Bozorg broke in: «Now, lord, he shows you idiotic nonsense. By the God, he should be made to answer for his foolishness with the lash!»

Anything that could so anger the Makuraner mage was either idiotic nonsense, as he'd said, or exactly the opposite. «As I said, I will judge,» Abivard told Bozorg. He turned to Panteles. «Go on. Show me this great discovery of yours, or whatever it is, and explain how it ties up all our troubles like a length of twine around a stack of cured hides.»

«It's not my discovery, and I don't know if it ties up our troubles or not,» Panteles said. Oddly, Abivard liked him more for that, not less. The more spectacular a claim, the less likely it was to be justified.

Panteles held up the length of leather once more and again shaped it into a continuous band. This time, though, he gave it a half twist before joining the two ends together between his thumb and index finger. Bozorg gestured as if to ward off the evil eye, hissing, «Trickery.»
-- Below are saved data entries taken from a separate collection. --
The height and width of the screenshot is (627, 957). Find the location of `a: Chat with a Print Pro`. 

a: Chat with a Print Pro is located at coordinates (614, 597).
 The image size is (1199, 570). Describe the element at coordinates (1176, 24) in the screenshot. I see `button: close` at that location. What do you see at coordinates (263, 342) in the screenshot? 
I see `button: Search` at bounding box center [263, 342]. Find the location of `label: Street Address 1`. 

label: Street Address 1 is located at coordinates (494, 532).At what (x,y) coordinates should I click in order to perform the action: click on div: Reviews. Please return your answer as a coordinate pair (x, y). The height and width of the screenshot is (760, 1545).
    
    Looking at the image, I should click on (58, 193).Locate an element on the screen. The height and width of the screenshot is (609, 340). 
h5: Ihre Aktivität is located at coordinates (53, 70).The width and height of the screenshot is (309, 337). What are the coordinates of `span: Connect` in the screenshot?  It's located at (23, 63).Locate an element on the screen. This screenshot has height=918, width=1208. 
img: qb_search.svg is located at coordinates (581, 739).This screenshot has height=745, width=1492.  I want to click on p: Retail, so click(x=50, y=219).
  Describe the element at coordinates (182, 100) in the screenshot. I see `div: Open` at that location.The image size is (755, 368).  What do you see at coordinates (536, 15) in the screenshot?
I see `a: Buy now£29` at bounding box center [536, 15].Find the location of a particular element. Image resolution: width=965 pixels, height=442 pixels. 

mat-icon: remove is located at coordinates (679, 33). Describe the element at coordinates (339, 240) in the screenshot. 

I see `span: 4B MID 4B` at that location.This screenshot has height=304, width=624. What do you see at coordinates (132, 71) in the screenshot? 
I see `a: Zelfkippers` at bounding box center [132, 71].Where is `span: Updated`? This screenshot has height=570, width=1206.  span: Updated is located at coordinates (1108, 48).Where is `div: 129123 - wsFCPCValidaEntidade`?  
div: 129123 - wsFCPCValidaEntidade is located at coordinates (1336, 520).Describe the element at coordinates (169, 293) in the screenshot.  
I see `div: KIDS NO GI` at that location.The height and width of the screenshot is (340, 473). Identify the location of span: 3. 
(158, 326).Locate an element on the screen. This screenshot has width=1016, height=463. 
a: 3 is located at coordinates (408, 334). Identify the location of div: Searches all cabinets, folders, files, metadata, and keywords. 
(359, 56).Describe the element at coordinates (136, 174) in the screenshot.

Panteles took no notice either of him or of Abivard's hand upraised in warning. The Videssian wizard said, «This was discovered in the Sorcerers' Collegium in Videssos the city some years ago by a certain Voimios. I don't know whether it's magic or not in any formal sense of the word. Maybe it's only trickery, as the learned Bozorg claims.» Like any Videssian worth his salt, he used irony as a stiletto. «Whatever it is, it's interesting. How many sides does the strap have now?» He held it up so Abivard could trace out his answer as he had before.